Schools

On Eve of School Budget Vote, Residents Voice Support, Concerns

Passing district's spending plan is necessary to education students, some say, while others call it a "taxpayer rip-off."


As Long Beach residents head to polls to vote on a proposed $122.1 million school budget Tuesday, many issues loom large: ongoing upgrades to district-wide facilities, contractual negotiations, debates over class sizes and heterogeneous classrooms, transportation costs, as well as a collective 16 percent tax increase in the City of Long Beach’s proposed budget.

Voters will cast ballots on the school district’s 2012-13 spending plan representing a 3.7 percent or $3.5 million increase to the tax levy, the cost for paying a long-term bond on a preservation plan that voters approved in 2009. Some residents see these costs as the price for paying their children’s education.

Among them is Carolyn Ejnes, who has a 12-year-old child at Long Beach Middle School and a 10-year-old at West School. “It is disappointing when taxes go up, but this is what we have to do to maintain good programs in our district and I will support it,” said Ejnes about the budget.

Resident Ely Marrero has a daughter who transferred from the middle school to Long Beach Catholic Regional School, in part because the district eliminated honors classes. Marrero will still vote to approve the budget to provide resources she believes will benefit other kids and hopefully her own.  

"Maybe they can look into providing some of those benefits for kids who go to private school, who are Long Beach residents and could benefit from our tax dollars in after-school programs,” she said. “... It would be great if [my daughter] could participate in some of the extra curricular activities since we do pay for it."

Other residents, such as Bill Roth, a West Ender whose children have graduated from Long Beach schools, correlate passing the budget with better schools and a boon to real estate. For this reason, Roth will give the budget a thumbs-up. “A good school district encourages people to move to Long Beach,” he said. “The better the school district, the value of homes increase tremendously."

But there are others who, if they don’t oppose the budget outright, they are at least especially concerned with its tax burden on homeowners. East End resident Richard Boodman believes educators are not facing the realities of rising salaries and pension and health costs, which he called “out of control,” and that school-generated taxes harm the housing market. “High taxes have caused home values to go down and tenants rents to go up,” he said. “[That’s] a recipe for financial disaster.”

Boodman, who doesn’t have children, sees corrective solutions in consolidating school districts, closing the East School and slashing salaries and benefits coupled with creating educational alternatives for parents.

“Renegotiate all contracts to reflect the taxpayer’s ability to pay, not the educator’s desire to live large and retire larger, and bring in charter schools to create competition for the privilege of educating the children,” he said. “This taxpayer rip-off has to end if Long Beach is to remain a viable community.”

At last Tuesday’s Board of Education meeting, resident Kevin Heller predicted that the budget would be voted down. When addressing the trustees and administrators, Heller zeroed in on the budget’s high pension and health care costs, among its costliest expenses. “This is the heart of the matter,” he said. “ … That’s not sustainable.”

While Heller said that he didn’t want to see students suffer from budget cuts, he noted that some neighboring school districts do more with less, such as Rockville Centre, which not only but also has a high school that is No. 2 on U.S. News & World Report ‘s Best High Schools in New York rankings.

Resident Steve Marshall, though, sees no sense in voters failing to pass the budget. "It does not make any sense to vote it down because it costs more money, time and aggravation to hold a second vote,” he said. “That could be money going to the schools."

If the budget fails Tuesday, the district would face the prospect of a contingency budget. Under the new state-mandated tax levy cap, the percentage of contingency budget’s tax levy drops to zero. For Long Beach, that means about $3 million that is already approved to pay the bond on district-wide upgrades would have to be removed from the operating budget and thereby short programs and services.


→ What is expected:
Repeat exactly the lines of the entries below from the one with "The height and width of the screenshot is (167, 369)." through the one with "This screenshot has width=1522, height=771.", both ends included, and nothing else.

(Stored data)
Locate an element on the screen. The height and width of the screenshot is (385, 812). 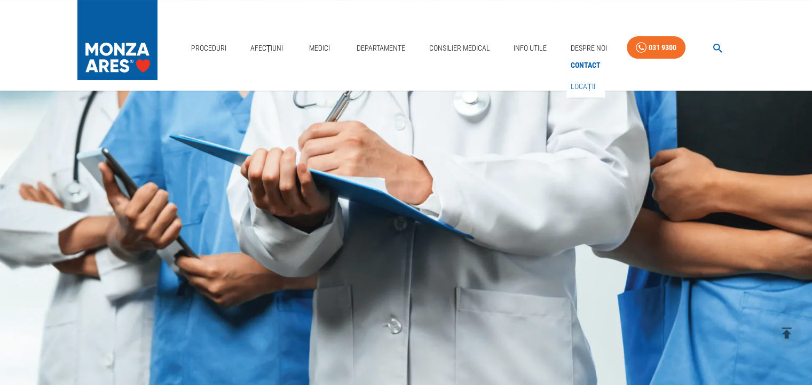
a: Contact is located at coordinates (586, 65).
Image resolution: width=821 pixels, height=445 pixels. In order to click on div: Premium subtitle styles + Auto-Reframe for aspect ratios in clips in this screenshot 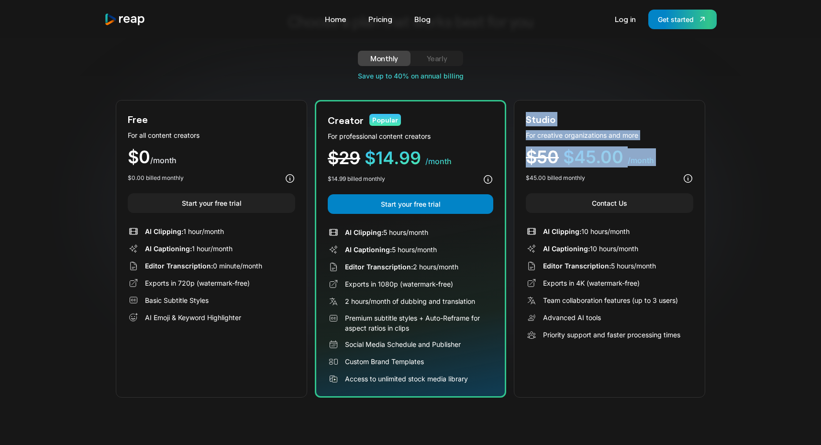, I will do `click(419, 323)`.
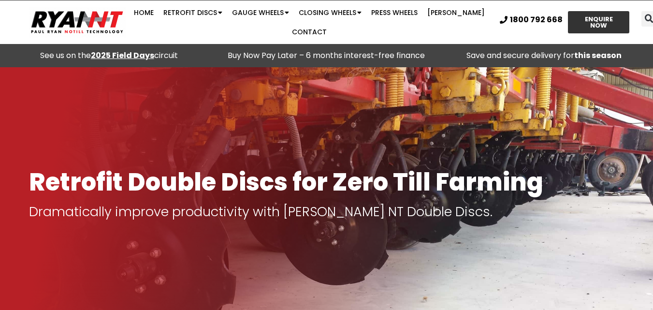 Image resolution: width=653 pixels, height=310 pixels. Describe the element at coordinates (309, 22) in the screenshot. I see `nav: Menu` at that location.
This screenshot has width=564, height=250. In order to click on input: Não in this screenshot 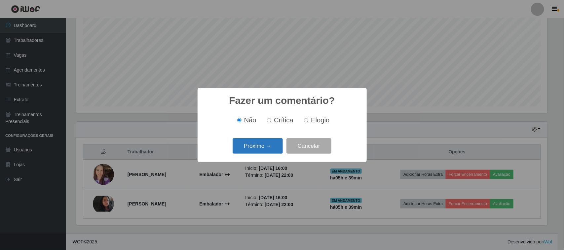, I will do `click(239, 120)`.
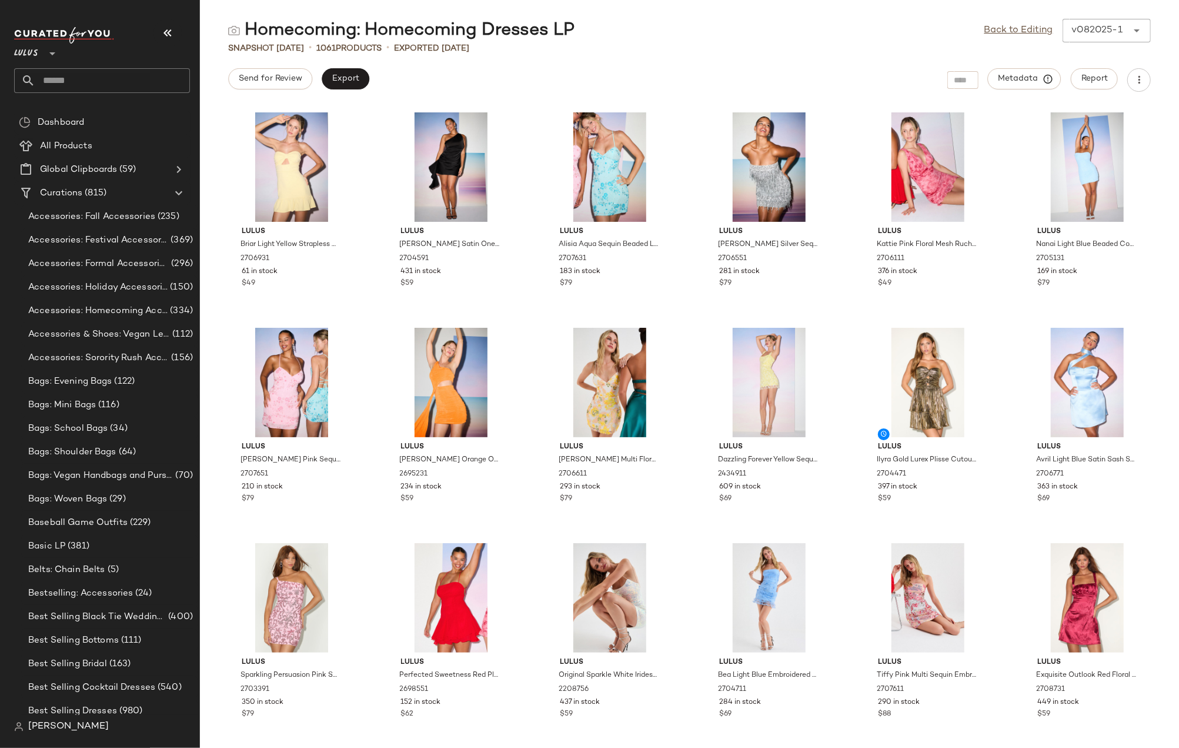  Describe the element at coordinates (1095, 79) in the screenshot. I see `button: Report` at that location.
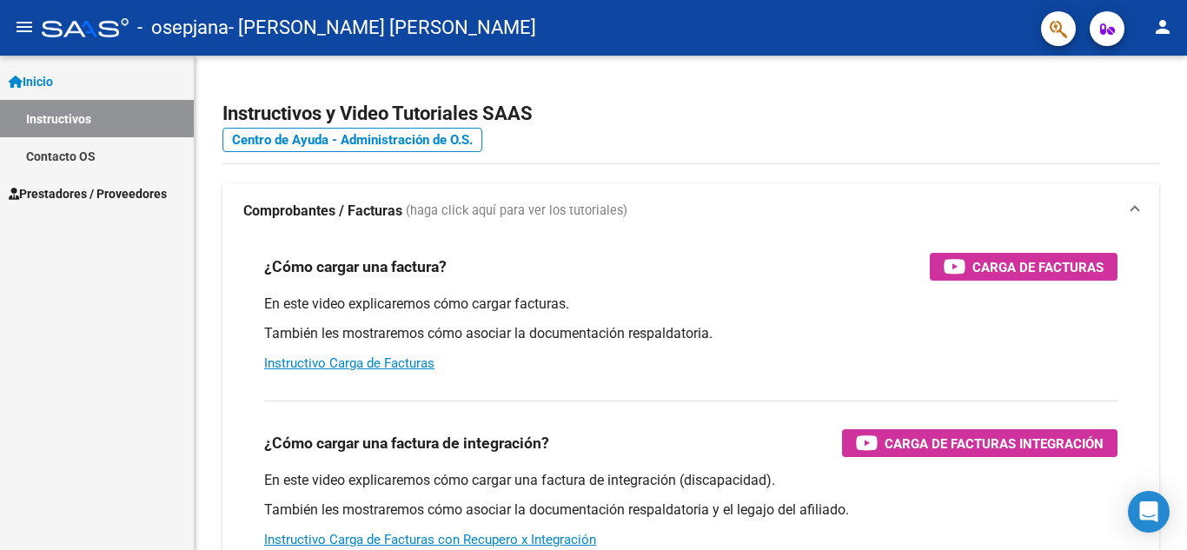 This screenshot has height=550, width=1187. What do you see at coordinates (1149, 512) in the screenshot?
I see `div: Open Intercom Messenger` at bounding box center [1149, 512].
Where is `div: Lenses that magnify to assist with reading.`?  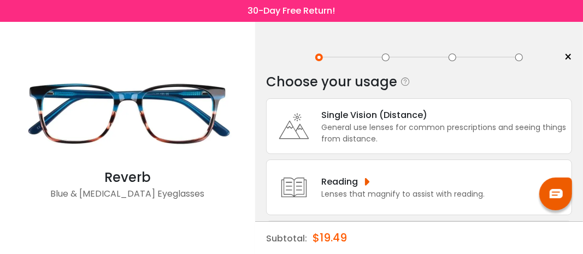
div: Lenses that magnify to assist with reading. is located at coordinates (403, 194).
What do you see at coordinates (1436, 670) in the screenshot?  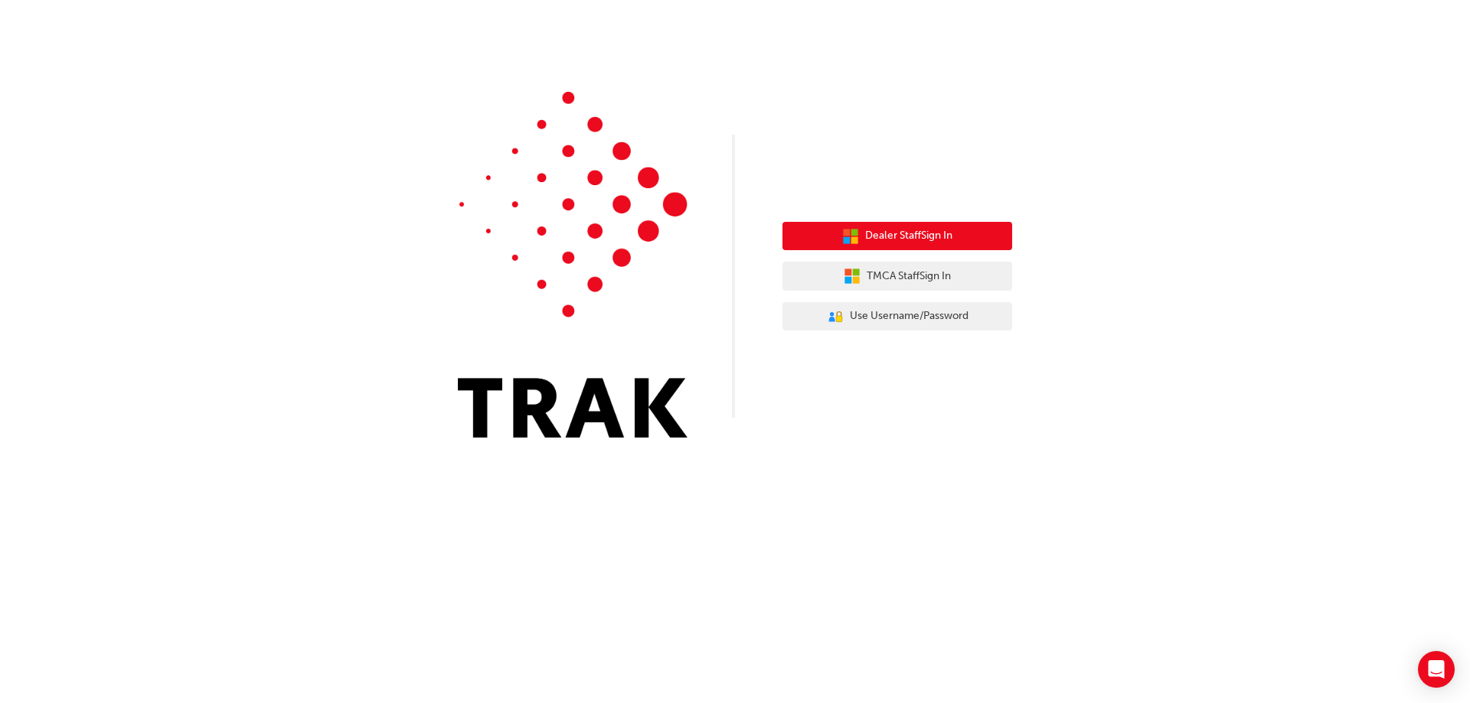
---
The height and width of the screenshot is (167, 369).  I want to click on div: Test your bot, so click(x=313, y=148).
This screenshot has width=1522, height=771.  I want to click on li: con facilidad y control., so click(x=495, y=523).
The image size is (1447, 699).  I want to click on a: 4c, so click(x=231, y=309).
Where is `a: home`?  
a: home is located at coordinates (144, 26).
* * *
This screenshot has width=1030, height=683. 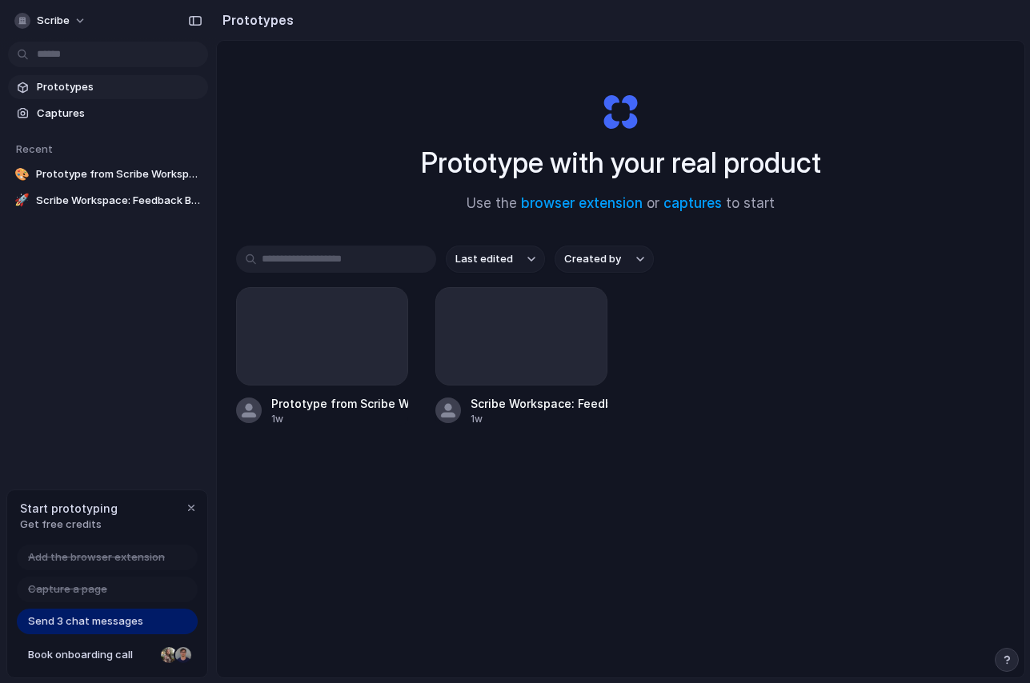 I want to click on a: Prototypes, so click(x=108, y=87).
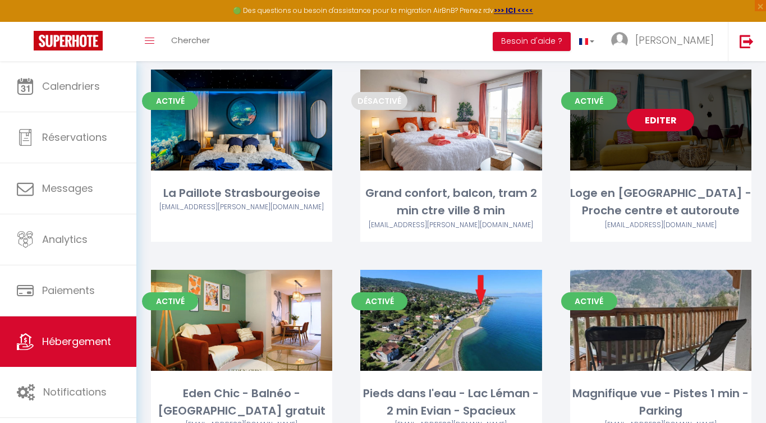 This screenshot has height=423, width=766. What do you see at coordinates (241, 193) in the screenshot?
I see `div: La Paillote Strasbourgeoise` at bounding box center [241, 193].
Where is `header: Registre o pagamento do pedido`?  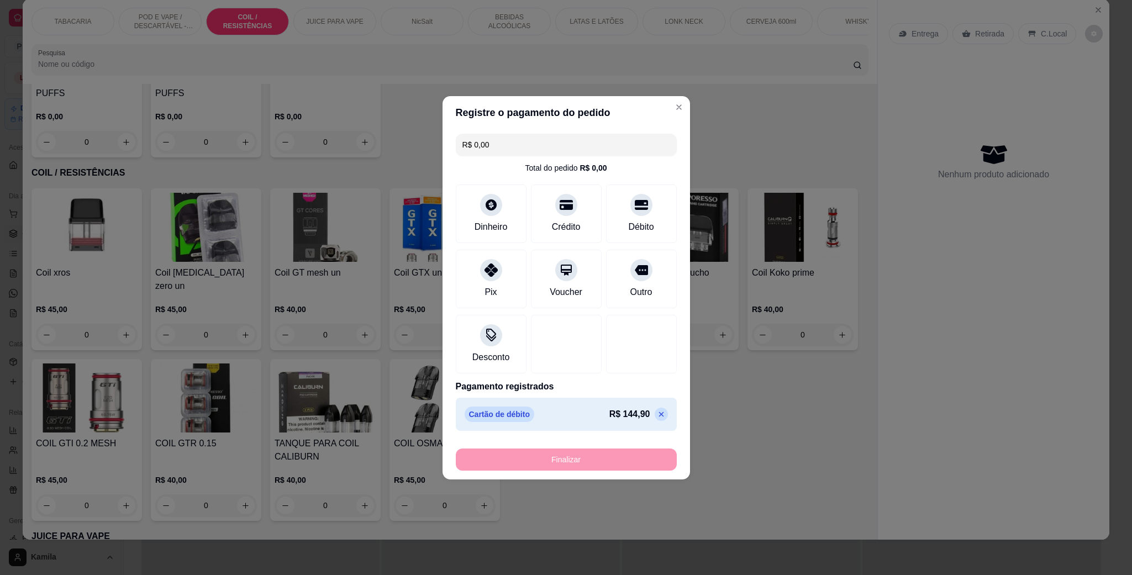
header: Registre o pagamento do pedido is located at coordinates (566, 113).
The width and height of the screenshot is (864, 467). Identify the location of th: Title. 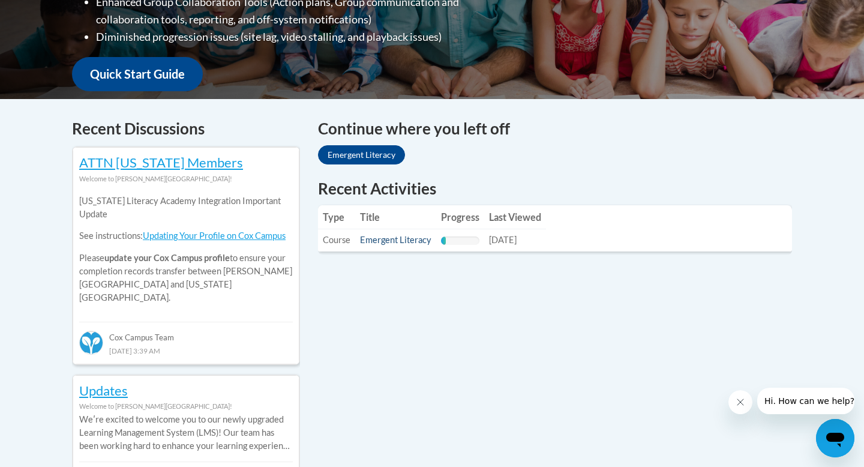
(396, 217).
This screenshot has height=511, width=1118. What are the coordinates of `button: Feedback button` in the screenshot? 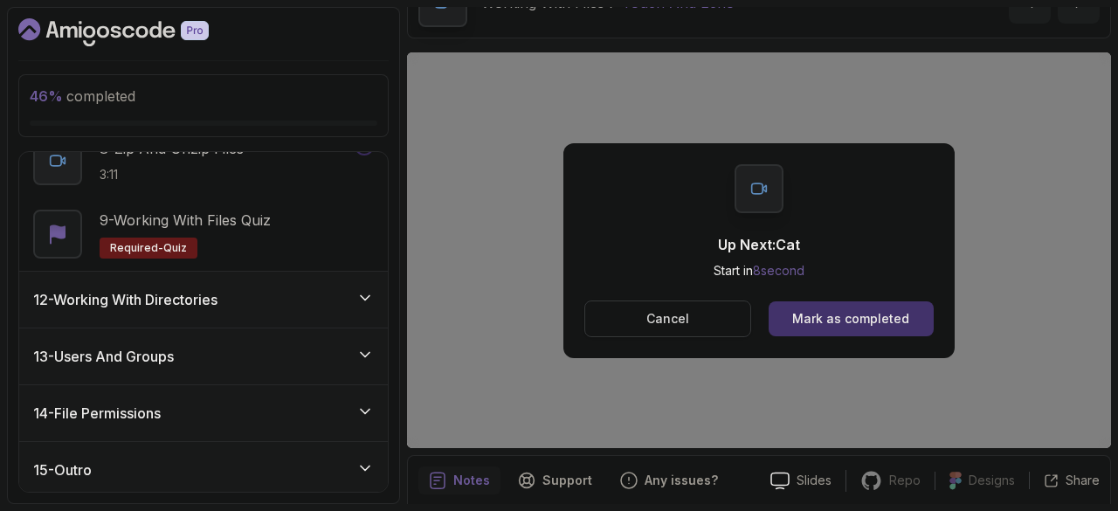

→ Response below:
The height and width of the screenshot is (167, 369).  I want to click on div: Test your bot, so click(x=313, y=148).
This screenshot has width=1522, height=771.  I want to click on li: con facilidad y control., so click(x=495, y=523).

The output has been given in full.